Vineyard Wind 2 would be located 29 miles south of Nantucket in lease area OCS-522, held by funds that Copenhagen Infrastructure Partners manages. Vineyard Offshore is the US development partner for Copenhagen Infrastructure Partners, along with Avangrid.
Vineyard Offshore says Salem Offshore Wind Terminal in Massachusetts would be the staging site for wind turbine installation; foundation components would be made in Providence, Rhode Island; and operations and maintenance for the completed Vineyard Wind 2 would be at the New Bedford Foss Marine Terminal in Massachusetts.
Export cable from Vineyard Wind 2 Wind would land in New London, Connecticut, and interconnect with the New England power grid in Montville.

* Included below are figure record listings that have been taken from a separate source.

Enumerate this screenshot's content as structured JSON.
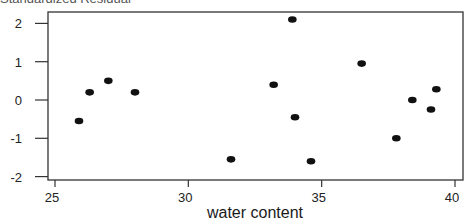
{
  "header": {
    "clipped_text": "Standardized Residual"
  },
  "chart_data": {
    "type": "scatter",
    "title": "",
    "xlabel": "water content",
    "ylabel": "",
    "xlim": [
      24.8,
      40.3
    ],
    "ylim": [
      -2.1,
      2.35
    ],
    "grid": false,
    "legend": null,
    "x_ticks": [
      25,
      30,
      35,
      40
    ],
    "y_ticks": [
      -2,
      -1,
      0,
      1,
      2
    ],
    "points": [
      {
        "x": 25.9,
        "y": -0.55
      },
      {
        "x": 26.3,
        "y": 0.2
      },
      {
        "x": 27.0,
        "y": 0.5
      },
      {
        "x": 28.0,
        "y": 0.2
      },
      {
        "x": 31.6,
        "y": -1.55
      },
      {
        "x": 33.2,
        "y": 0.4
      },
      {
        "x": 33.9,
        "y": 2.1
      },
      {
        "x": 34.0,
        "y": -0.45
      },
      {
        "x": 34.6,
        "y": -1.6
      },
      {
        "x": 36.5,
        "y": 0.95
      },
      {
        "x": 37.8,
        "y": -1.0
      },
      {
        "x": 38.4,
        "y": 0.0
      },
      {
        "x": 39.1,
        "y": -0.25
      },
      {
        "x": 39.3,
        "y": 0.28
      }
    ]
  },
  "style": {
    "point_color": "#111111",
    "axis_color": "#333333"
  }
}
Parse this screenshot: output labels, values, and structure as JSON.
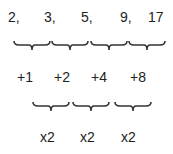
{
  "sequence": {
    "terms": [
      "2,",
      "3,",
      "5,",
      "9,",
      "17"
    ]
  },
  "first_differences": {
    "labels": [
      "+1",
      "+2",
      "+4",
      "+8"
    ]
  },
  "second_relations": {
    "labels": [
      "x2",
      "x2",
      "x2"
    ]
  },
  "colors": {
    "text": "#222222",
    "brace": "#333333",
    "background": "#ffffff"
  }
}
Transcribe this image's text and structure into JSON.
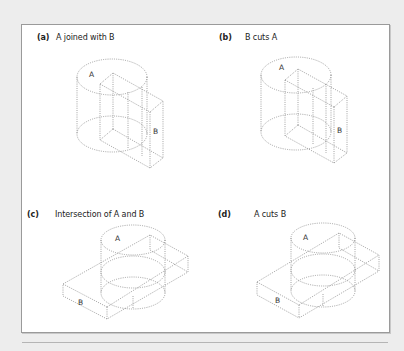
{
  "figure": {
    "panels": [
      {
        "tag": "(a)",
        "caption": "A joined with B",
        "label_a": "A",
        "label_b": "B"
      },
      {
        "tag": "(b)",
        "caption": "B cuts A",
        "label_a": "A",
        "label_b": "B"
      },
      {
        "tag": "(c)",
        "caption": "Intersection of A and B",
        "label_a": "A",
        "label_b": "B"
      },
      {
        "tag": "(d)",
        "caption": "A cuts B",
        "label_a": "A",
        "label_b": "B"
      }
    ],
    "colors": {
      "background": "#ededed",
      "panel": "#ffffff",
      "border": "#9a9a9a",
      "line": "#8c8c8c",
      "text": "#222222"
    }
  }
}
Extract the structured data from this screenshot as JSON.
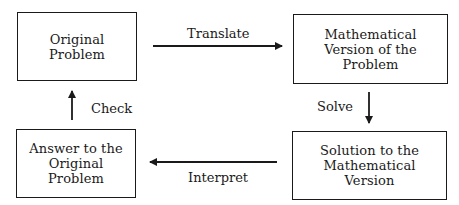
{
  "diagram": {
    "type": "flowchart-cycle",
    "nodes": [
      {
        "id": "original",
        "label": "Original\nProblem"
      },
      {
        "id": "math_version",
        "label": "Mathematical\nVersion of the\nProblem"
      },
      {
        "id": "solution",
        "label": "Solution to the\nMathematical\nVersion"
      },
      {
        "id": "answer",
        "label": "Answer to the\nOriginal\nProblem"
      }
    ],
    "edges": [
      {
        "from": "original",
        "to": "math_version",
        "label": "Translate"
      },
      {
        "from": "math_version",
        "to": "solution",
        "label": "Solve"
      },
      {
        "from": "solution",
        "to": "answer",
        "label": "Interpret"
      },
      {
        "from": "answer",
        "to": "original",
        "label": "Check"
      }
    ],
    "colors": {
      "stroke": "#1a1a1a",
      "background": "#ffffff"
    }
  }
}
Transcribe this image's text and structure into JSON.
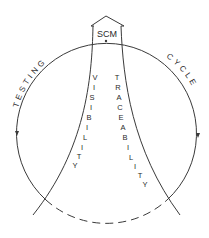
{
  "diagram": {
    "top_label": "SCM",
    "left_arc_label": "TESTING",
    "right_arc_label": "CYCLE",
    "left_band_label": "VISIBILITY",
    "right_band_label": "TRACEABILITY",
    "left_band_letters": [
      "V",
      "I",
      "S",
      "I",
      "B",
      "I",
      "L",
      "I",
      "T",
      "Y"
    ],
    "right_band_letters": [
      "T",
      "R",
      "A",
      "C",
      "E",
      "A",
      "B",
      "I",
      "L",
      "I",
      "T",
      "Y"
    ],
    "stroke_color": "#3a3a3a",
    "background_color": "#ffffff"
  }
}
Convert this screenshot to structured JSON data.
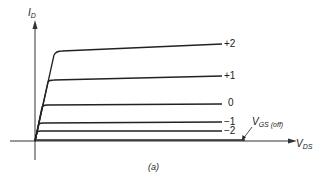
{
  "figure": {
    "y_axis_label": "I",
    "y_axis_sub": "D",
    "x_axis_label": "V",
    "x_axis_sub": "DS",
    "caption": "(a)",
    "cutoff_label": "V",
    "cutoff_sub": "GS (off)"
  },
  "curves": [
    {
      "label": "+2"
    },
    {
      "label": "+1"
    },
    {
      "label": "0"
    },
    {
      "label": "−1"
    },
    {
      "label": "−2"
    }
  ],
  "colors": {
    "line": "#222222",
    "axis": "#333333"
  }
}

The proposal asserts that the development of Vineyard Wind 2 would generate approximately $2.3 billion in direct expenditure and 3,800 job-years of employment across New England, with over $1.5 billion realized in Massachusetts, along with 80% of regional jobs.
Electricity market impacts and other benefits totaling as much as $4.8 billion over 20 years from adding 1.2 GW of offshore wind to the New England grid include $600 million from reduced wholesale electricity market rates and avoidance of winter price spikes.